How to Write Awesome User Stories
In Software engineering, requirements gathering has multiple techniques. User stories are one of the most popular techniques in agile development. It’s a way to document stakeholders’ requirements in an informal manner. The primary focus of a user story is talking about requirements value rather than writing a detailed specification of each functionality. Basically, a user story is a short statement mentioning the potential value that a specific stakeholder believes he/she would achieve from the solution/system. In addition, user stories are always complemented with Acceptance Criteria. Those criteria verify that the proposed designed solution is meeting the stakeholders’ objectives.
This article is describing the components of a user story as well as giving tips to write a good user story.
What is a User Story?
In a nutshell, a user story is a statement describing a feature from the perspective of a specific user of the system. Actually, user stories have the following template:
As a <system user – persona>
, I want to <goal – feature>
, so that I `<reason – business value>
Example: As an anonymous user, I want to create an account on xyz platform, so that I can register as a contributor or subscriber.
Definitely, handing a user story like the above to the dev team is not explanatory enough. It’s missing the most important part of a user story which is**, Acceptance Criteria**, in addition to Edge Cases.
What are User Acceptance Criteria?
Acceptance Criteria is a set of conditions that need to be met, in order to fulfill the user goal. This is where the product owners collaborate with the developers and the QA team to brainstorm on the different conditions. Acceptance Criteria should be covering both perspectives; business and technical.
Example: As an anonymous user, I want to learn about xyz platform.
Tips for Writing Good User Stories
Epics are good for a start
An epic is a large user story that can be broken into smaller user stories using the checklist defined above. Epics are high-level features or headlines in the system; they can be easily defined in the early stage of product backlog creation. Then, they can be broken down over sprints.
Example: As an anonymous user, I want to learn about xyz platform.
Acceptance Criteria key success factor to done definition
Providing clear conditions that describe how the user story will be done from the perspective of the customer or the product owner, is essential for the team to develop it. Quality team use these criteria to generate test cases; so they need to detailed and concise.
Business Value should be there
Having the business value in the user story body is debatable in some cases. However, it plays an important role in explaining to the team why is this user story a feature to the customer and what does he want to achieve with? Adding the purpose of the story brings up a healthy discussion of “I don’t believe that the <want to…>
part fulfills the <so that I…>
part. This is where we face the challenge of implementing what the customer wants not what he needs.
Example: As a subscriber user, I want to view product trade information so that I can decide on which product to invest.
Acceptance Criteria ONLY are not enough
We need to enrich our user stories acceptance criteria with workflow diagrams, storyboards, wireframes, mockups or other techniques in order to visualize the product functionality. To be able to create a great user experience (UX), product owners need to support user stories with visual design techniques as part of the user story acceptance criteria.
Actually, those techniques play an important role in clarifying the written criteria especially when the end product is a portal or website, they ensure consistency of the design across the pages.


How to complete this task: All of the data is to be printed exactly, though the images must be left off.

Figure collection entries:
# # # # # # #
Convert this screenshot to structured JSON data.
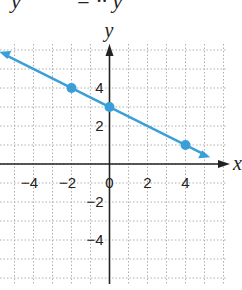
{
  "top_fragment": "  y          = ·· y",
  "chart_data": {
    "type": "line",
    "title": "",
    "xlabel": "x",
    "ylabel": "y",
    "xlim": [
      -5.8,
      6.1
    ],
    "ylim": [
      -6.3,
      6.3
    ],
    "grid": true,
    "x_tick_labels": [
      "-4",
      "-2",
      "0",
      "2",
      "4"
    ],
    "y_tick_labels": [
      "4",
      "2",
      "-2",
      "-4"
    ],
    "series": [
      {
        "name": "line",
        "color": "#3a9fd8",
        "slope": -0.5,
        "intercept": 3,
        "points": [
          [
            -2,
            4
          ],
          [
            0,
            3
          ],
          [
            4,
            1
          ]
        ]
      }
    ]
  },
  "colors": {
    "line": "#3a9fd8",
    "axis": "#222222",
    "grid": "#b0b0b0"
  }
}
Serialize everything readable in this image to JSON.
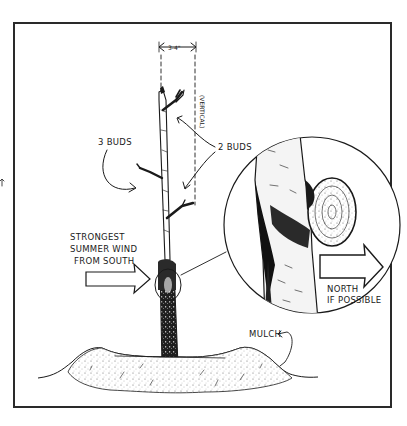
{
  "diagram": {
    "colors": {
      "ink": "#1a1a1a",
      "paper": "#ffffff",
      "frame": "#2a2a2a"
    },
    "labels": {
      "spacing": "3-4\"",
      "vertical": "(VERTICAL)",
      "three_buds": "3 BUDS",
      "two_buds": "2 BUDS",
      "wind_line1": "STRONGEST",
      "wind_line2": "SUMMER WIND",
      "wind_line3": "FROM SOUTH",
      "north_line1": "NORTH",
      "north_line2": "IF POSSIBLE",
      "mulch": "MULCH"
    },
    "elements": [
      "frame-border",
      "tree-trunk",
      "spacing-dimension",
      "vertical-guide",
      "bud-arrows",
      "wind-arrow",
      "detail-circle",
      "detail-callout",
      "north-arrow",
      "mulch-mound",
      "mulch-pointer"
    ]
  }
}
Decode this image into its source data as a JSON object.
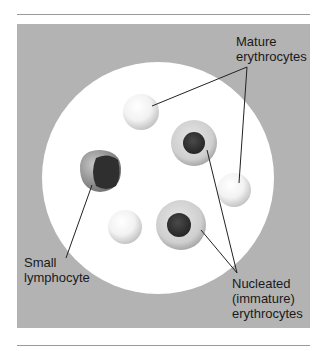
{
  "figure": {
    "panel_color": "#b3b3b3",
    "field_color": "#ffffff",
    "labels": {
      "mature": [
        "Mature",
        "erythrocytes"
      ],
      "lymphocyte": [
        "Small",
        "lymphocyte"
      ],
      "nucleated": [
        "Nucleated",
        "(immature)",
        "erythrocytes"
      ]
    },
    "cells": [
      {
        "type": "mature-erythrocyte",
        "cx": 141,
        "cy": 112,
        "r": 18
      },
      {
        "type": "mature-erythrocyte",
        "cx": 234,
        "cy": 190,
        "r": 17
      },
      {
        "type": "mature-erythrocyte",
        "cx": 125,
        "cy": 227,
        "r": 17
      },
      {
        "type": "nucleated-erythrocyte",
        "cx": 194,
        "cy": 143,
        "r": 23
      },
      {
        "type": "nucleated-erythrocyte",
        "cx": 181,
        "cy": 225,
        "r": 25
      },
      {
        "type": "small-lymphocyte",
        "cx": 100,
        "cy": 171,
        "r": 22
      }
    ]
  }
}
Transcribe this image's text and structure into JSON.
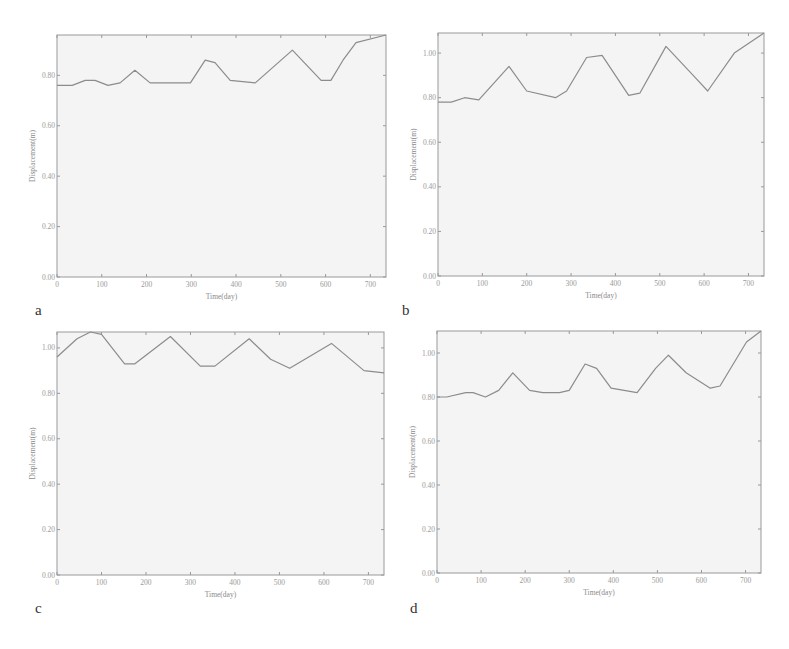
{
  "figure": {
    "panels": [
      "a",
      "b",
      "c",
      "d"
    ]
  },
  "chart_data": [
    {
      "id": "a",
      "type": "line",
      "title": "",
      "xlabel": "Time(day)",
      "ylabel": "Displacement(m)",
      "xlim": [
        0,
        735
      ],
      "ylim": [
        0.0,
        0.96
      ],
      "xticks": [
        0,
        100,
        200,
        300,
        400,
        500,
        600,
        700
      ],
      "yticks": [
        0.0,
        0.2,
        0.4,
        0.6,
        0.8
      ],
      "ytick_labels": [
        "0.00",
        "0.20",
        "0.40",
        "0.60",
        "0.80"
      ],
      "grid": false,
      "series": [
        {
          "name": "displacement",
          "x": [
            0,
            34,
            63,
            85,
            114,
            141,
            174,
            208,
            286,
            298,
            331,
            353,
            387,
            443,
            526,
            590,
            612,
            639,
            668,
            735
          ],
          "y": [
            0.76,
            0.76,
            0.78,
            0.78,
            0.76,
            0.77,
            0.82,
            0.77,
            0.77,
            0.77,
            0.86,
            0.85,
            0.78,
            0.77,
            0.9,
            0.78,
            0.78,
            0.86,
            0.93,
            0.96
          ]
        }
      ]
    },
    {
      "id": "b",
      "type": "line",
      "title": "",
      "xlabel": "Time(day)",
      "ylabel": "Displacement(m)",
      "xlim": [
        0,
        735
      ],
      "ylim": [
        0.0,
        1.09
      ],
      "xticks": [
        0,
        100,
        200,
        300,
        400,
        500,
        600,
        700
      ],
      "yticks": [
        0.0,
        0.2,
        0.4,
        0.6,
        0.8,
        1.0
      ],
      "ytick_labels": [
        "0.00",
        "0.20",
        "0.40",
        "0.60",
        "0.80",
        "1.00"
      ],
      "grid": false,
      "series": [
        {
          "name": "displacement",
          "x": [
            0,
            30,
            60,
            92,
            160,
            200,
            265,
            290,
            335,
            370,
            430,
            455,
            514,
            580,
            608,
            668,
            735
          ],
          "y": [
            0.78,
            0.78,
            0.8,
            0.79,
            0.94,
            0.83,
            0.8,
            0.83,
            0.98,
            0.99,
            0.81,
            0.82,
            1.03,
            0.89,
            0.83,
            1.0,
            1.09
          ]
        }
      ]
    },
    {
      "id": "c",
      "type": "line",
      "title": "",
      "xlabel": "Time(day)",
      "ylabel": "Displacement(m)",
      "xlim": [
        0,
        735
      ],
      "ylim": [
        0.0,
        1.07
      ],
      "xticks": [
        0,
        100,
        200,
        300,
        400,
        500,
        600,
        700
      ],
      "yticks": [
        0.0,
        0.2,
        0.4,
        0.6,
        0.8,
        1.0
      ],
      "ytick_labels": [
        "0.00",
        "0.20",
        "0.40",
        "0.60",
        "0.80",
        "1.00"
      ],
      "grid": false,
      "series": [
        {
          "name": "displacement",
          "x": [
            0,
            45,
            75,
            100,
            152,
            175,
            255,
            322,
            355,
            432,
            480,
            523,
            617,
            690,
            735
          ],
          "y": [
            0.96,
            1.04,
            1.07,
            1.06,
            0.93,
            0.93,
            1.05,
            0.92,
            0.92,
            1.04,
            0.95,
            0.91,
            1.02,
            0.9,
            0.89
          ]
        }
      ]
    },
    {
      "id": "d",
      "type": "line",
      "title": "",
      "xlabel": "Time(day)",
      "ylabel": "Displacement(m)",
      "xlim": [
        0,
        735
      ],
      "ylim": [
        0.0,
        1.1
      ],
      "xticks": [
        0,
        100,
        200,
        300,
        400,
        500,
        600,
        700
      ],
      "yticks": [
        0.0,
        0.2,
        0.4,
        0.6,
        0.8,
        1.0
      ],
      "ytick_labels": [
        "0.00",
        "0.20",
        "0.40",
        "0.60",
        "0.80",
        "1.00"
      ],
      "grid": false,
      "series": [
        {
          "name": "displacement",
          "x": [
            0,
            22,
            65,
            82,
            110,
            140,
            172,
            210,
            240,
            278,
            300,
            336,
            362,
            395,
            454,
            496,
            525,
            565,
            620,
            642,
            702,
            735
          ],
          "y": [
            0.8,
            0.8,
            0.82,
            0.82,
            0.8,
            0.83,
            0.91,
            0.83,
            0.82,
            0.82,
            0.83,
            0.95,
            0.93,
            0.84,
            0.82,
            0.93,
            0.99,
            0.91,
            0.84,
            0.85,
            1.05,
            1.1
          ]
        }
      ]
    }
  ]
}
# # # # # # #
Task output:
Convert this screenshot to structured JSON data.
{
  "top_fragment": "  y          = ·· y",
  "chart_data": {
    "type": "line",
    "title": "",
    "xlabel": "x",
    "ylabel": "y",
    "xlim": [
      -5.8,
      6.1
    ],
    "ylim": [
      -6.3,
      6.3
    ],
    "grid": true,
    "x_tick_labels": [
      "-4",
      "-2",
      "0",
      "2",
      "4"
    ],
    "y_tick_labels": [
      "4",
      "2",
      "-2",
      "-4"
    ],
    "series": [
      {
        "name": "line",
        "color": "#3a9fd8",
        "slope": -0.5,
        "intercept": 3,
        "points": [
          [
            -2,
            4
          ],
          [
            0,
            3
          ],
          [
            4,
            1
          ]
        ]
      }
    ]
  },
  "colors": {
    "line": "#3a9fd8",
    "axis": "#222222",
    "grid": "#b0b0b0"
  }
}
Serialize everything readable in this image to JSON.
{
  "diagram": {
    "colors": {
      "ink": "#1a1a1a",
      "paper": "#ffffff",
      "frame": "#2a2a2a"
    },
    "labels": {
      "spacing": "3-4\"",
      "vertical": "(VERTICAL)",
      "three_buds": "3 BUDS",
      "two_buds": "2 BUDS",
      "wind_line1": "STRONGEST",
      "wind_line2": "SUMMER WIND",
      "wind_line3": "FROM SOUTH",
      "north_line1": "NORTH",
      "north_line2": "IF POSSIBLE",
      "mulch": "MULCH"
    },
    "elements": [
      "frame-border",
      "tree-trunk",
      "spacing-dimension",
      "vertical-guide",
      "bud-arrows",
      "wind-arrow",
      "detail-circle",
      "detail-callout",
      "north-arrow",
      "mulch-mound",
      "mulch-pointer"
    ]
  }
}
Decode this image into its source data as a JSON object.
{
  "figure": {
    "panel_color": "#b3b3b3",
    "field_color": "#ffffff",
    "labels": {
      "mature": [
        "Mature",
        "erythrocytes"
      ],
      "lymphocyte": [
        "Small",
        "lymphocyte"
      ],
      "nucleated": [
        "Nucleated",
        "(immature)",
        "erythrocytes"
      ]
    },
    "cells": [
      {
        "type": "mature-erythrocyte",
        "cx": 141,
        "cy": 112,
        "r": 18
      },
      {
        "type": "mature-erythrocyte",
        "cx": 234,
        "cy": 190,
        "r": 17
      },
      {
        "type": "mature-erythrocyte",
        "cx": 125,
        "cy": 227,
        "r": 17
      },
      {
        "type": "nucleated-erythrocyte",
        "cx": 194,
        "cy": 143,
        "r": 23
      },
      {
        "type": "nucleated-erythrocyte",
        "cx": 181,
        "cy": 225,
        "r": 25
      },
      {
        "type": "small-lymphocyte",
        "cx": 100,
        "cy": 171,
        "r": 22
      }
    ]
  }
}
Transcribe this image's text and structure into JSON.
{
  "figure": {
    "panels": [
      "a",
      "b",
      "c",
      "d"
    ]
  },
  "chart_data": [
    {
      "id": "a",
      "type": "line",
      "title": "",
      "xlabel": "Time(day)",
      "ylabel": "Displacement(m)",
      "xlim": [
        0,
        735
      ],
      "ylim": [
        0.0,
        0.96
      ],
      "xticks": [
        0,
        100,
        200,
        300,
        400,
        500,
        600,
        700
      ],
      "yticks": [
        0.0,
        0.2,
        0.4,
        0.6,
        0.8
      ],
      "ytick_labels": [
        "0.00",
        "0.20",
        "0.40",
        "0.60",
        "0.80"
      ],
      "grid": false,
      "series": [
        {
          "name": "displacement",
          "x": [
            0,
            34,
            63,
            85,
            114,
            141,
            174,
            208,
            286,
            298,
            331,
            353,
            387,
            443,
            526,
            590,
            612,
            639,
            668,
            735
          ],
          "y": [
            0.76,
            0.76,
            0.78,
            0.78,
            0.76,
            0.77,
            0.82,
            0.77,
            0.77,
            0.77,
            0.86,
            0.85,
            0.78,
            0.77,
            0.9,
            0.78,
            0.78,
            0.86,
            0.93,
            0.96
          ]
        }
      ]
    },
    {
      "id": "b",
      "type": "line",
      "title": "",
      "xlabel": "Time(day)",
      "ylabel": "Displacement(m)",
      "xlim": [
        0,
        735
      ],
      "ylim": [
        0.0,
        1.09
      ],
      "xticks": [
        0,
        100,
        200,
        300,
        400,
        500,
        600,
        700
      ],
      "yticks": [
        0.0,
        0.2,
        0.4,
        0.6,
        0.8,
        1.0
      ],
      "ytick_labels": [
        "0.00",
        "0.20",
        "0.40",
        "0.60",
        "0.80",
        "1.00"
      ],
      "grid": false,
      "series": [
        {
          "name": "displacement",
          "x": [
            0,
            30,
            60,
            92,
            160,
            200,
            265,
            290,
            335,
            370,
            430,
            455,
            514,
            580,
            608,
            668,
            735
          ],
          "y": [
            0.78,
            0.78,
            0.8,
            0.79,
            0.94,
            0.83,
            0.8,
            0.83,
            0.98,
            0.99,
            0.81,
            0.82,
            1.03,
            0.89,
            0.83,
            1.0,
            1.09
          ]
        }
      ]
    },
    {
      "id": "c",
      "type": "line",
      "title": "",
      "xlabel": "Time(day)",
      "ylabel": "Displacement(m)",
      "xlim": [
        0,
        735
      ],
      "ylim": [
        0.0,
        1.07
      ],
      "xticks": [
        0,
        100,
        200,
        300,
        400,
        500,
        600,
        700
      ],
      "yticks": [
        0.0,
        0.2,
        0.4,
        0.6,
        0.8,
        1.0
      ],
      "ytick_labels": [
        "0.00",
        "0.20",
        "0.40",
        "0.60",
        "0.80",
        "1.00"
      ],
      "grid": false,
      "series": [
        {
          "name": "displacement",
          "x": [
            0,
            45,
            75,
            100,
            152,
            175,
            255,
            322,
            355,
            432,
            480,
            523,
            617,
            690,
            735
          ],
          "y": [
            0.96,
            1.04,
            1.07,
            1.06,
            0.93,
            0.93,
            1.05,
            0.92,
            0.92,
            1.04,
            0.95,
            0.91,
            1.02,
            0.9,
            0.89
          ]
        }
      ]
    },
    {
      "id": "d",
      "type": "line",
      "title": "",
      "xlabel": "Time(day)",
      "ylabel": "Displacement(m)",
      "xlim": [
        0,
        735
      ],
      "ylim": [
        0.0,
        1.1
      ],
      "xticks": [
        0,
        100,
        200,
        300,
        400,
        500,
        600,
        700
      ],
      "yticks": [
        0.0,
        0.2,
        0.4,
        0.6,
        0.8,
        1.0
      ],
      "ytick_labels": [
        "0.00",
        "0.20",
        "0.40",
        "0.60",
        "0.80",
        "1.00"
      ],
      "grid": false,
      "series": [
        {
          "name": "displacement",
          "x": [
            0,
            22,
            65,
            82,
            110,
            140,
            172,
            210,
            240,
            278,
            300,
            336,
            362,
            395,
            454,
            496,
            525,
            565,
            620,
            642,
            702,
            735
          ],
          "y": [
            0.8,
            0.8,
            0.82,
            0.82,
            0.8,
            0.83,
            0.91,
            0.83,
            0.82,
            0.82,
            0.83,
            0.95,
            0.93,
            0.84,
            0.82,
            0.93,
            0.99,
            0.91,
            0.84,
            0.85,
            1.05,
            1.1
          ]
        }
      ]
    }
  ]
}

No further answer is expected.